"Oh! he's in it," said her father, referring to my own modest financial share, and adding, if I know anything about him, "I never cared for the man, as you are probably aware."

He stamped up and down the room for a while and then began again.

"I'm not narrow-minded, thank God!" he declared. "Whatever else I may be, I'm not narrow-minded; but I'm bound to say I don't think it's quite fair to me to open an office of this sort. If you were taking up the secretaryship of a ladies' golf club I shouldn't mind. I'm all for women playing golf, so long as they have links of their own. Or a secretaryship to an M.P., say, as long as it wasn't a damned Labour member. But an office with a brass plate and your name—my name—on it, no! I draw the line there."

"It won't have our name," said Ben. "It's to be called 'The Beck and Call.'"

"Oh, is it?" he cried. "Is it? I like that! Colonel Staveley's daughter advertising herself at anyone's beck and call. A nice pill for an old soldier to swallow, a nice thing to explain away to one's friends."

Ben was silent for a while. Then, "I think you're taking it too seriously," she said. "Many changes have come about since you were young. The world has given up a lot of its sillinesses, and one of them is the prejudice against people going into business. I am convinced that no girl of twenty-two ought to be just a drone."

"I can't think why you never married," said the Colonel, peevishly.

"I suppose because it takes two to make a marriage," said Ben.

"You must have played your cards devilish badly," her father retorted. "There's Alicia she's married, even though her husband is dead. And Merrill's married. And most of your cousins are married. I can't understand what you've been doing."

"Some girls must be single," said Ben. "Why, there are millions more women than men in this country alone. I read the figures only the other day."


Exactly reproduce each record listed below.

====== Input records

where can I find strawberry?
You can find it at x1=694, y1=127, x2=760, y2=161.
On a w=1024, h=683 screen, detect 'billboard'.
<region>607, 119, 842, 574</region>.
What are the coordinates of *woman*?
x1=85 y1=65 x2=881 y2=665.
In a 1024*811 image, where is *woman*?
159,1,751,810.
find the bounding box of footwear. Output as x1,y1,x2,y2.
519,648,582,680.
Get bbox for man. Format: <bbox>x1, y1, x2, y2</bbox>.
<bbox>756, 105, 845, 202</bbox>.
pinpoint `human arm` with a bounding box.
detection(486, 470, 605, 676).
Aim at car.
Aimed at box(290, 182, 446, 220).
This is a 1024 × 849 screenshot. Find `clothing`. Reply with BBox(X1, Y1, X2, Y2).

============

### Exercise output:
where can I find strawberry?
You can find it at x1=694, y1=127, x2=760, y2=161.
On a w=1024, h=683 screen, detect 'billboard'.
<region>607, 119, 842, 574</region>.
What are the coordinates of *woman*?
x1=85 y1=65 x2=881 y2=665.
In a 1024*811 image, where is *woman*?
159,1,751,810.
find the bounding box of footwear. Output as x1,y1,x2,y2.
519,648,582,680.
Get bbox for man. Format: <bbox>x1, y1, x2, y2</bbox>.
<bbox>756, 105, 845, 202</bbox>.
pinpoint `human arm` with a bounding box.
detection(486, 470, 605, 676).
Aim at car.
Aimed at box(290, 182, 446, 220).
This is a 1024 × 849 screenshot. Find `clothing`. Reply with BBox(X1, Y1, X2, Y2).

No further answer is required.